Shortly after I started playing Cloudberry Kingdom, my wife came into our TV room and watched me play for a few minutes. Her observation?
“It’s crazy how Nintendo did all this stuff 25 years ago, and people are still making games like it today.”
While that’s a slightly reductionist take on the history of platformers, the basic sentiment behind it pretty much nails everything there is to know about Cloudberry Kingdom. It’s a game that, for better or for worse, owes a huge debt of gratitude to Super Mario Bros., and makes no effort whatsoever to hide that fact.
Actually, I’m not sure why I included “for worse” there, because Cloudberry KIngdom’s take on the platforming genre is pretty much all great. It doesn’t try and bog the game down in gimmicks or innovations: it gives you a princess to save, drops you at the beginning of a level, and sets you on your side-scrolling way. It doesn’t have flashy graphics or complicated controls. The only way it could be more SMB-ish would be if you were a plumber instead of a scruffy, weird-looking superhero-type guy.
Well that, and it would have to be way, way easier. Because that’s the one really significant way that this game differs from those of yesteryear: it piles on the difficulty to the point of insanity. I know it’s customary to say that old games are harder than modern ones, but when Cloudberry Kingdom really gets going, the only thing I can compare it to is that level from Battletoads. In both story mode and arcade mode, the levels just keep adding more and more moving platforms and rotating balls of death and spikes and massive gaps, and if you stop for a moment to think about what you’re doing, you die in a fiery explosion. This game is all about good timing and quick reflexes, and if you have either of those qualities in short supply, you’ll die a lot.

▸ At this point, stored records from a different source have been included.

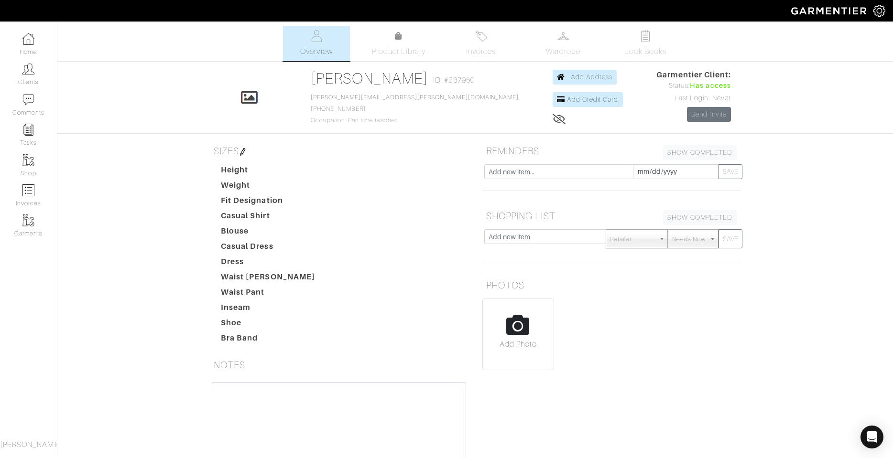  What do you see at coordinates (710, 86) in the screenshot?
I see `span: Has access` at bounding box center [710, 86].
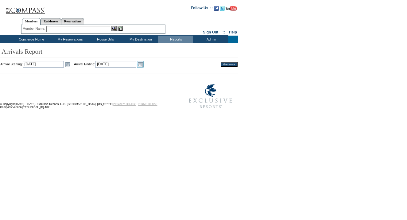 The height and width of the screenshot is (220, 407). What do you see at coordinates (69, 39) in the screenshot?
I see `td: My Reservations` at bounding box center [69, 39].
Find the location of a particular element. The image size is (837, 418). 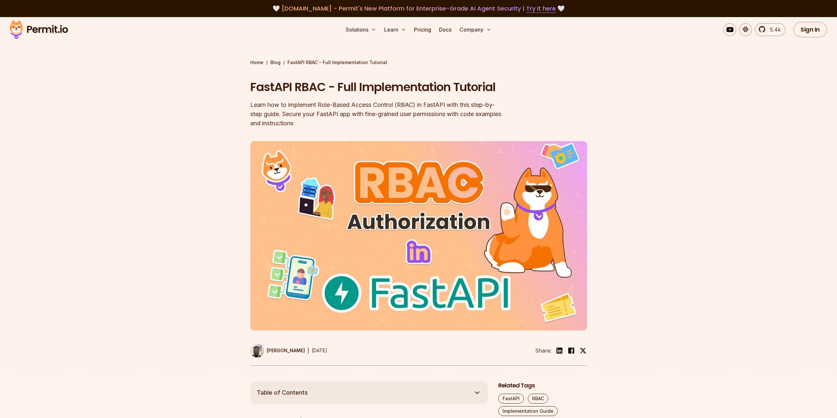

img: Permit logo is located at coordinates (39, 30).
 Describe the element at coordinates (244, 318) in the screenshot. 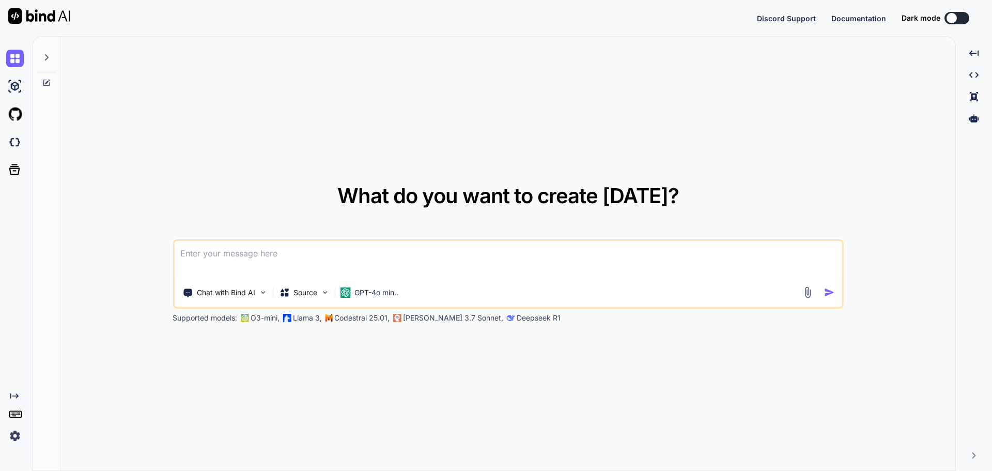

I see `img: GPT-4` at that location.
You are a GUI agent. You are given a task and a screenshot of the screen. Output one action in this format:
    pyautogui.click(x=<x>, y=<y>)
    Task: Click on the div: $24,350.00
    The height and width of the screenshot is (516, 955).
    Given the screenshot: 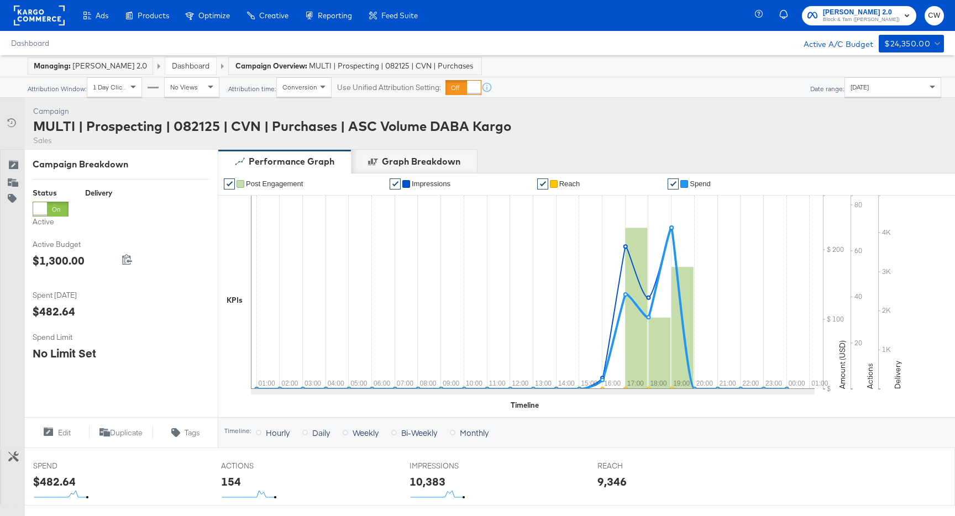 What is the action you would take?
    pyautogui.click(x=907, y=44)
    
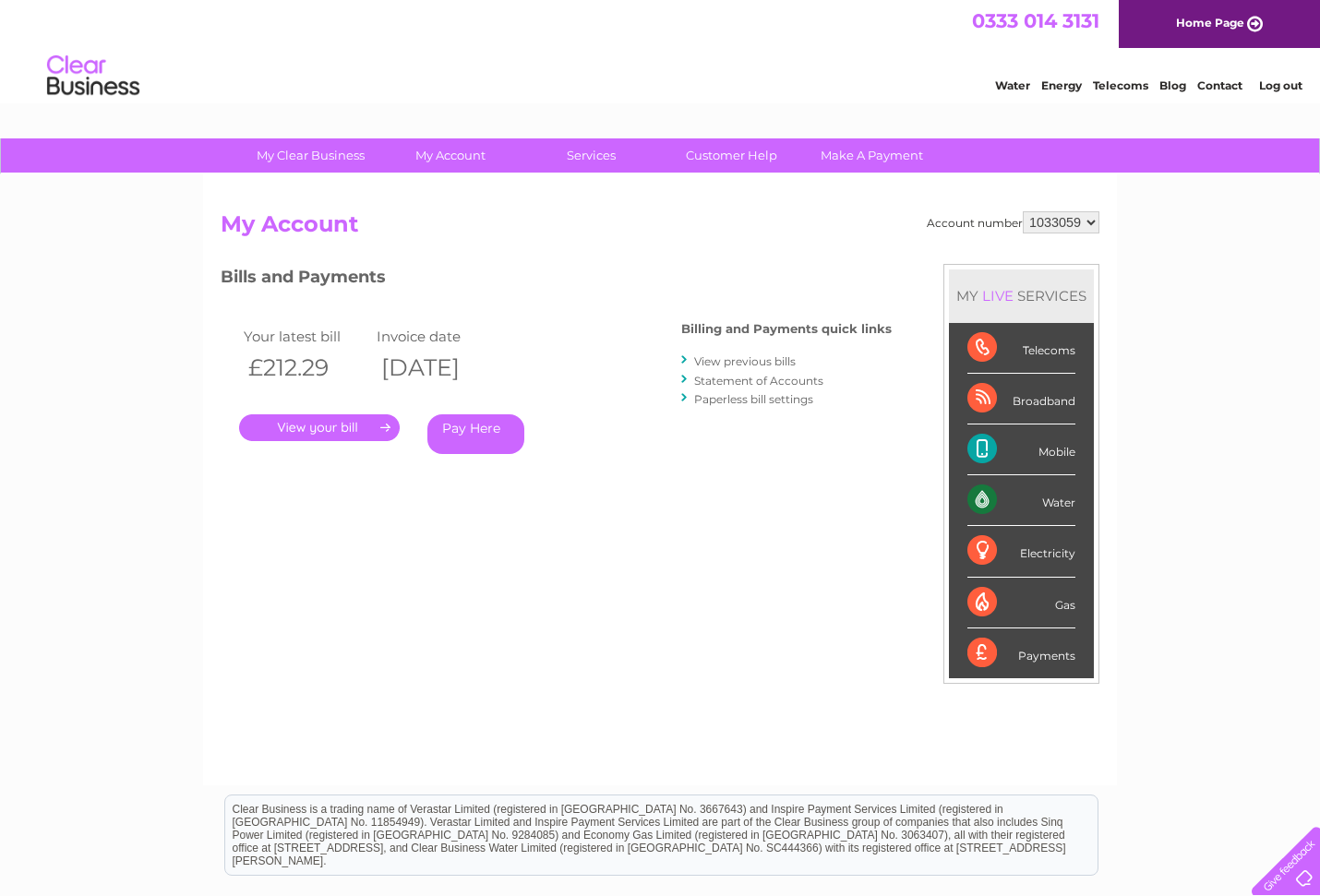 Image resolution: width=1320 pixels, height=896 pixels. What do you see at coordinates (1062, 85) in the screenshot?
I see `a: Energy` at bounding box center [1062, 85].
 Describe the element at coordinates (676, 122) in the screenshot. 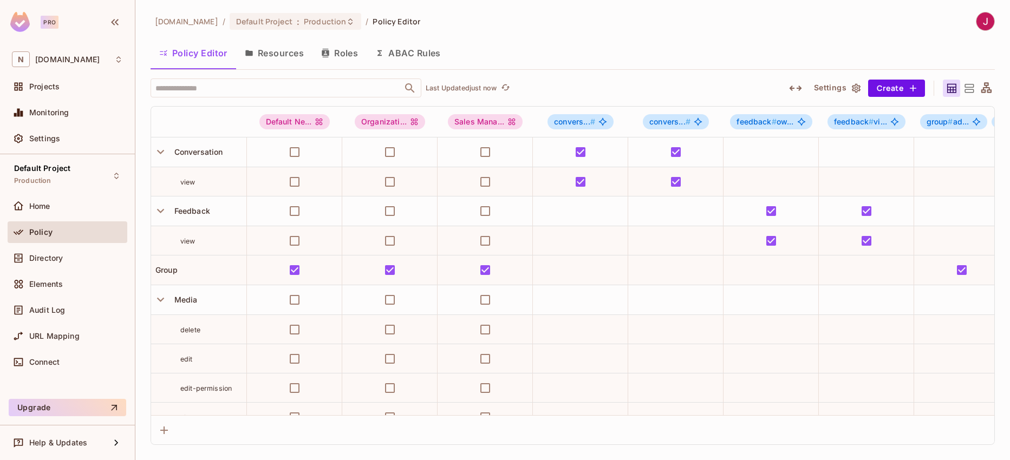

I see `span: conversation#viewer` at that location.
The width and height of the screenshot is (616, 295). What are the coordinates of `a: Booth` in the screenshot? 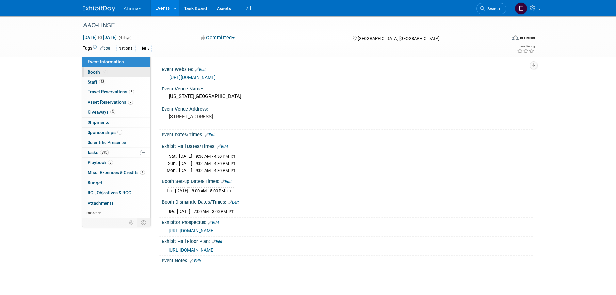 It's located at (116, 72).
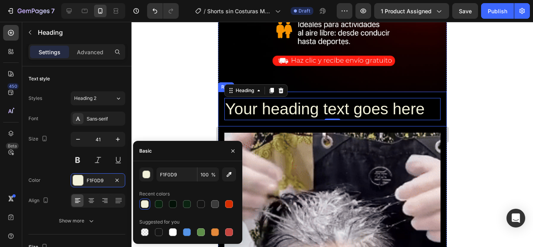 This screenshot has width=533, height=247. What do you see at coordinates (80, 32) in the screenshot?
I see `p: Heading` at bounding box center [80, 32].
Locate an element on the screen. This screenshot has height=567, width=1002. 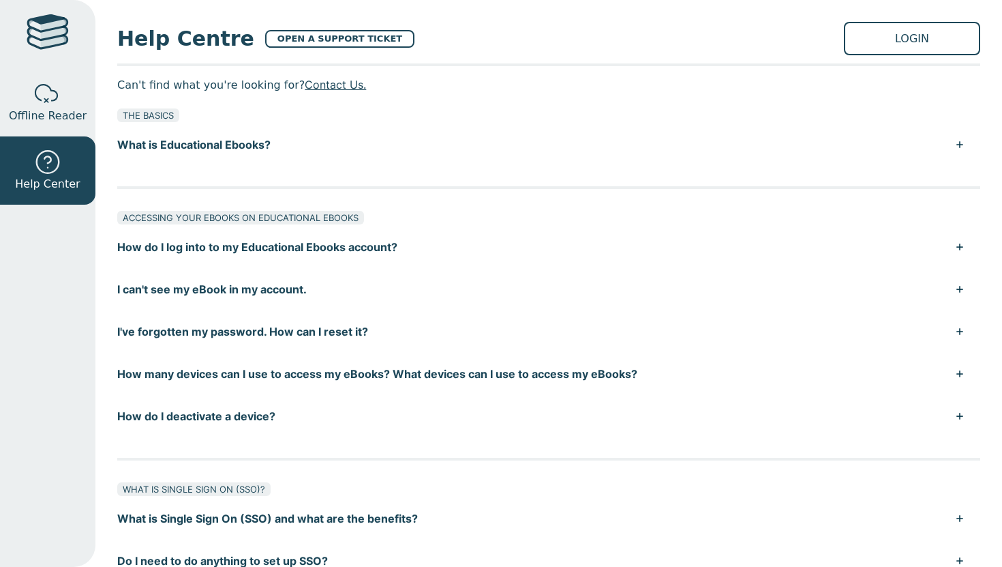
button: What is Educational Ebooks? is located at coordinates (549, 145).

Of course, even if you do have those qualities, you’ll probably die a lot too, because that’s just how Cloudberry Kingdom works. Yet, much as those old, seemingly impossible platformers were still fun because of the challenge they offered, this game is still a blast. It’s got loads of charm, and it’s enjoyable from beginning to end (the end being theoretical in this case — where the game’s arcade mode promises infinite, randomly-generated levels, it seems to mean it). As long as you’re up for a challenge, Cloudberry Kingdom is well worth a download.